Closed ERAGON-JCV closed 3 years ago
@ERAGON-JCV Can you provide a small sample that we can run to reproduce this behavior? It can be a zip or a link to a GitHub repository. I don't think there's anything in Spring Boot itself that would cause this behavior but a sample will help understand what's going on.
Hi, in this repository is the sample https://github.com/ERAGON-JCV/issueHttpsHeaders
is with vesion spring boot 2.4.2, with this version unit test does not pass and this behavior appears, but if you change of version to 2.3.4.RELEASE the unit test passes.
thank you.
Thanks for the sample @ERAGON-JCV. This appears to be happening because of this change in Spring Framework. Previously a temp HttpHeaders
was created, which would, in this case, return an empty MultiValueMap
for headers.headers
. With the change mentioned, headers.headers
returns null
for the mock.
Let's see what the Spring Framework team thinks.
@ERAGON-JCV, why are you mocking HttpHeaders
?
Why not simply use a new instance of HttpHeaders
?
For example, if you remove the @Mock private HttpHeaders headers;
declaration in ClientServiceTest
and then add the following line to your init()
method ...
ReflectionTestUtils.setField(clientService, "headers", new HttpHeaders());
... then your test passes with a real, legitimate instance of HttpHeaders
.
Of course, we discourage the use of @Autowired
fields in production classes, since that makes it harder to test components. Introducing constructors or setter methods that accept the HttpHeaders
and urlMonetaryFee
would alleviate the need to use ReflectionTestUtils
for setting those private fields.
Team Decision: The Spring Framework team does its best to ensure stability in public APIs across releases; however, that does not apply to internal implementation details. Mocking a concrete type such as HttpHeaders
can lead to a mock that relies on the internal implementation (which is not part of the public API), and the behavior of such a mock can therefore be incompatible with changes to internal implementation details across releases. In light of that, I am closing this issue.

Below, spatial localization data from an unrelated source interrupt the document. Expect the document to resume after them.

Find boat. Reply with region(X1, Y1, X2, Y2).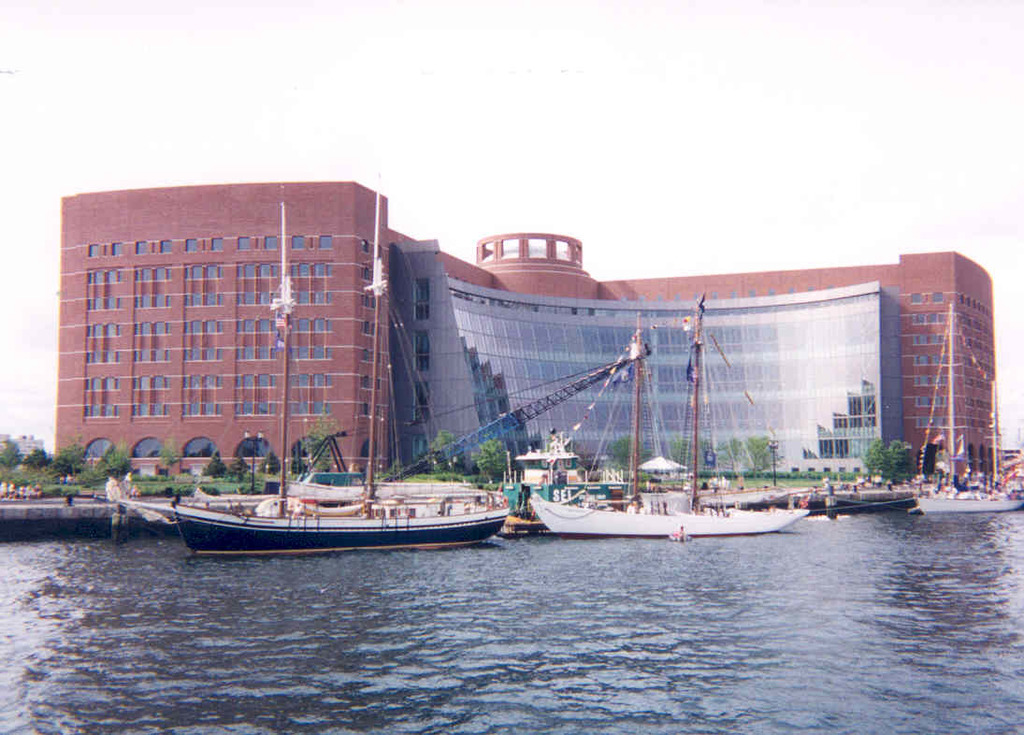
region(913, 304, 1023, 510).
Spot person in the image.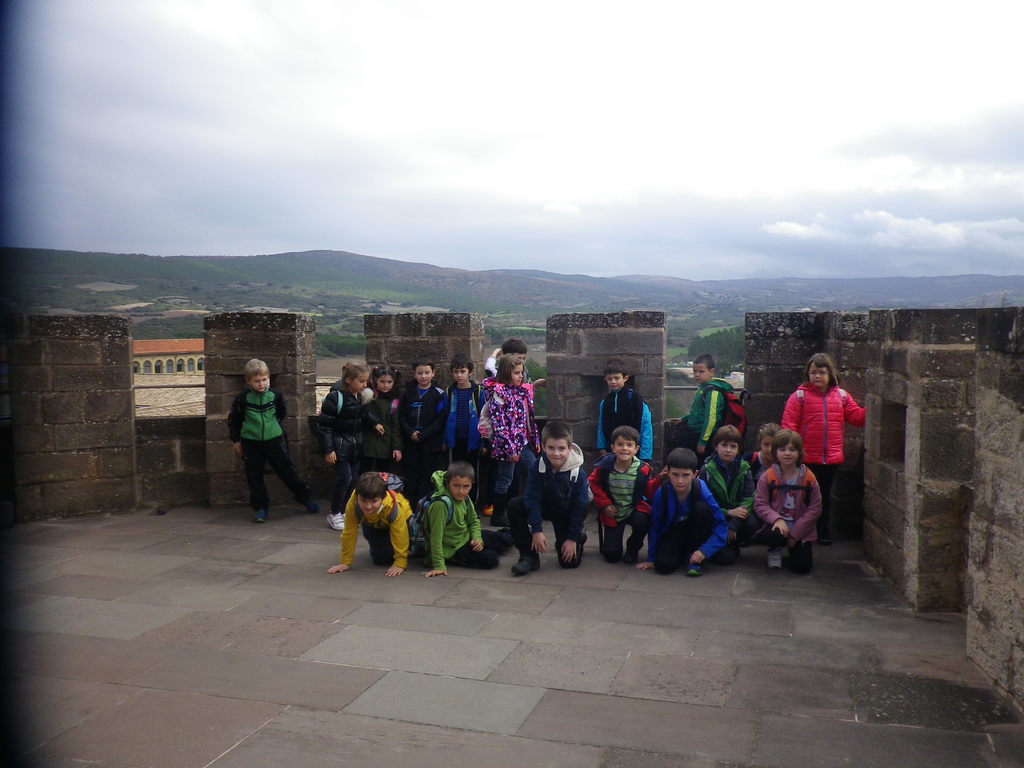
person found at 401, 359, 446, 507.
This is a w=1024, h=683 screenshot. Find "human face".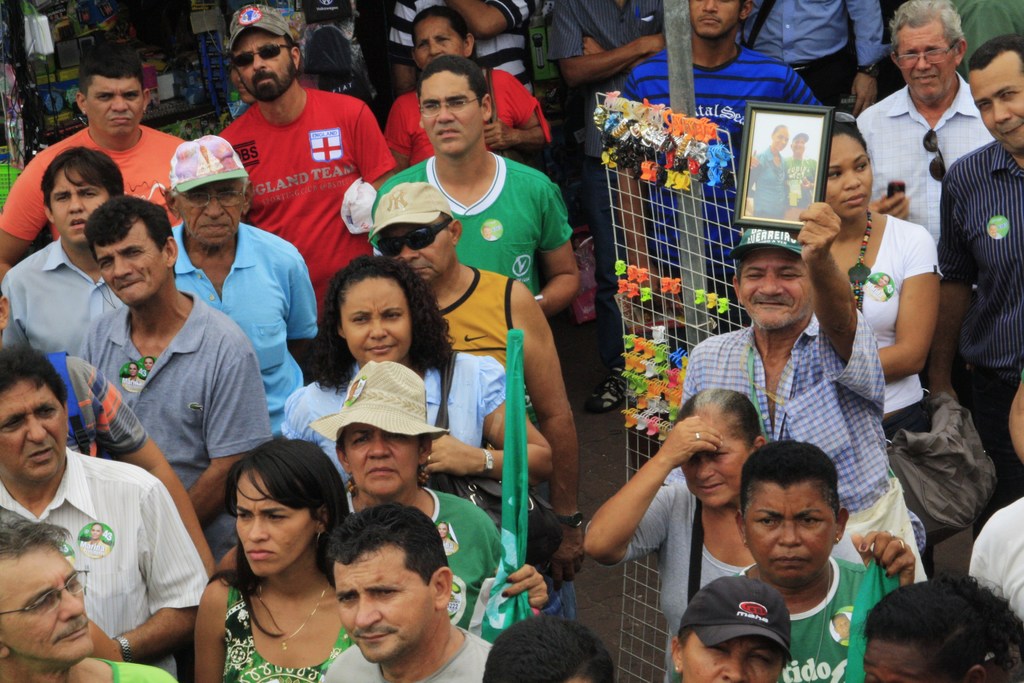
Bounding box: 822:131:872:219.
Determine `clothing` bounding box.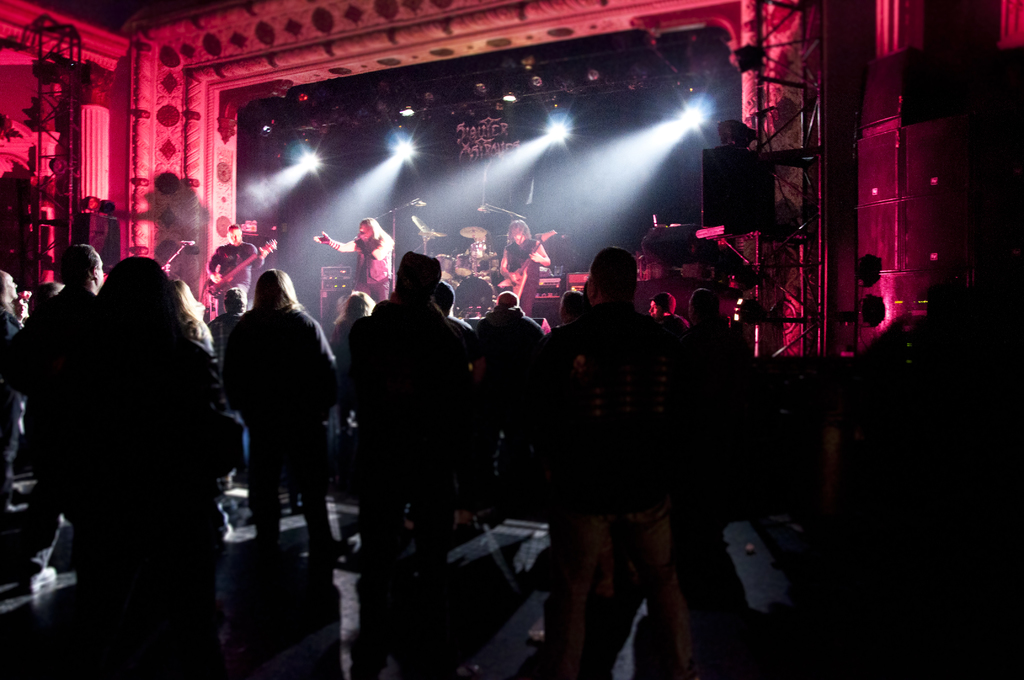
Determined: crop(345, 232, 389, 282).
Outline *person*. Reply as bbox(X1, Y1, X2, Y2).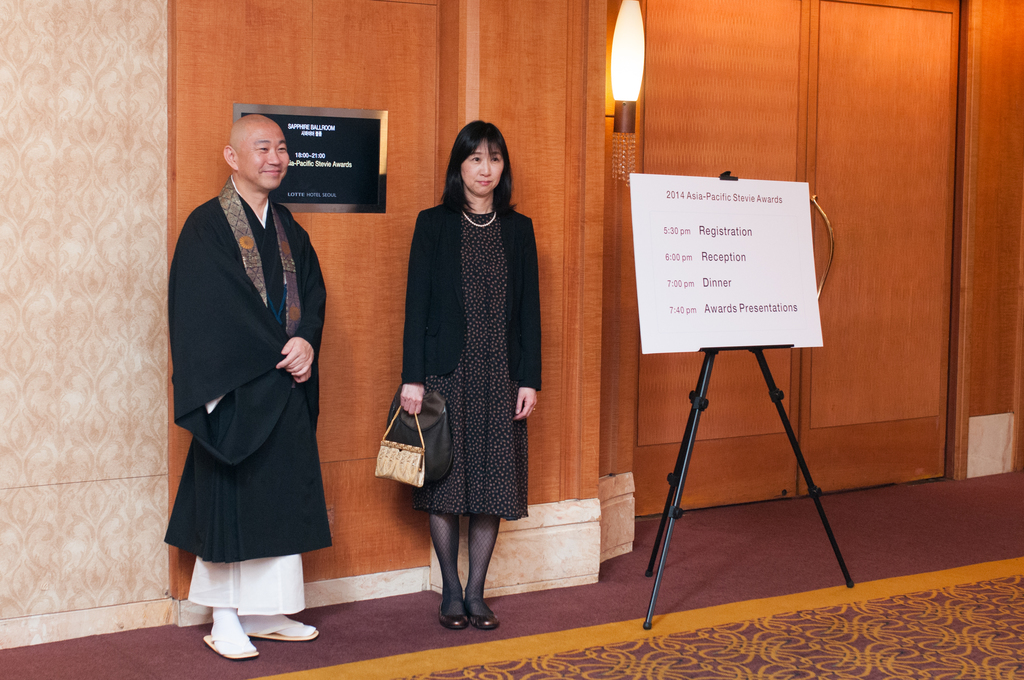
bbox(173, 92, 340, 679).
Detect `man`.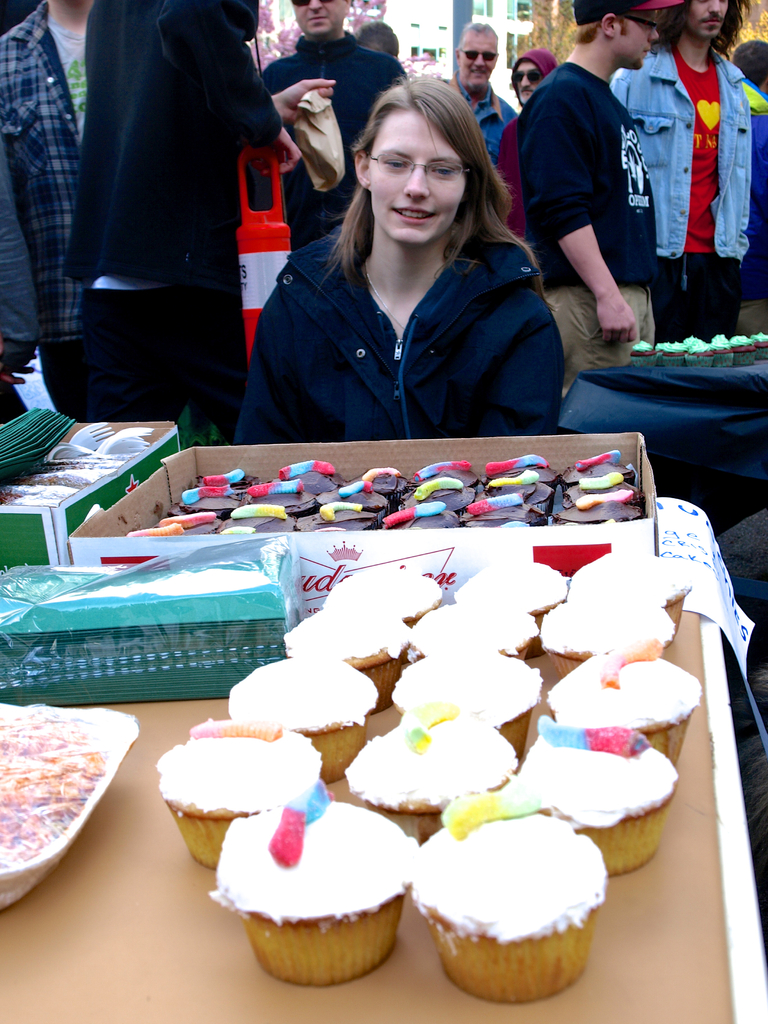
Detected at left=261, top=0, right=410, bottom=245.
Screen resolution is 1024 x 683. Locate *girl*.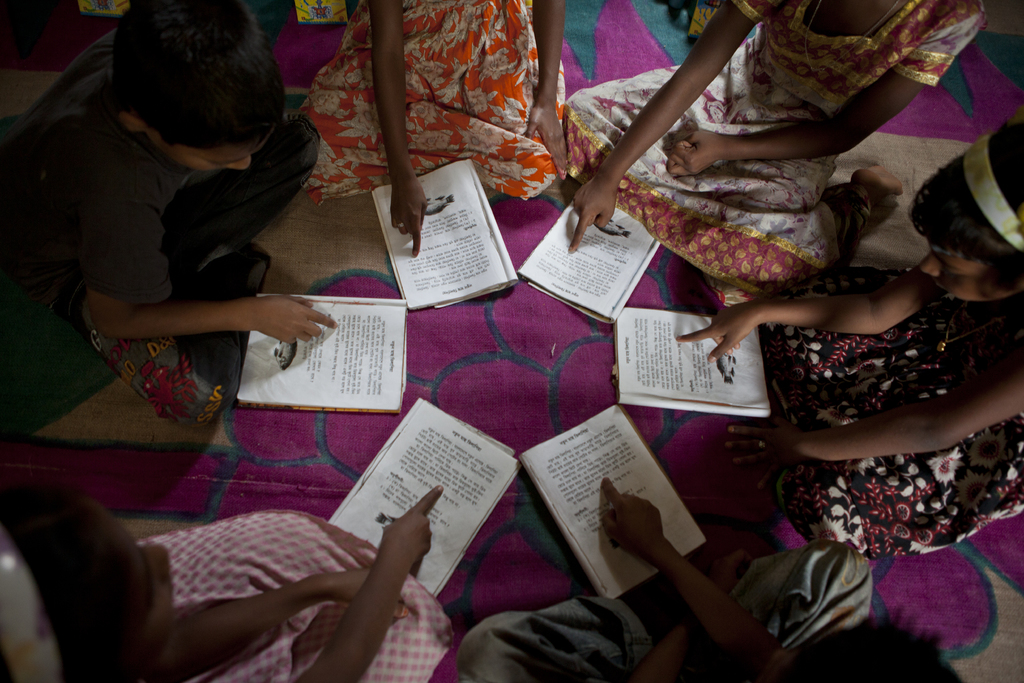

https://github.com/spring-projects/spring-framework/issues/26509#issuecomment-776616369 provides a viable solution by using a real instance of HttpHeaders
.
Aside from that, having an @Autowired HttpHeaders
dependency in a Spring-managed component seems questionable. Typically a new instance of HttpHeaders
would be created for each request submitted via the RestTemplate
. If a single, preconfigured instance of HttpHeaders
is desirable, one would typically create one local to its usage and not define one as a singleton bean in the ApplicationContext
. Thus, you may wish to reconsider your use of a shared HttpHeaders
bean in your application.
In unit test with mockito and Junit 5
with version Spring Boot 2.3.4 @Mock HttpHeaders works
but in version 2.4.X this error appears, apparently Mock HttpHeaders is null or empty in this verification
with version Spring Boot 2.3.4 this verification was like this and it worked
please fix it in new versions, thank you very much.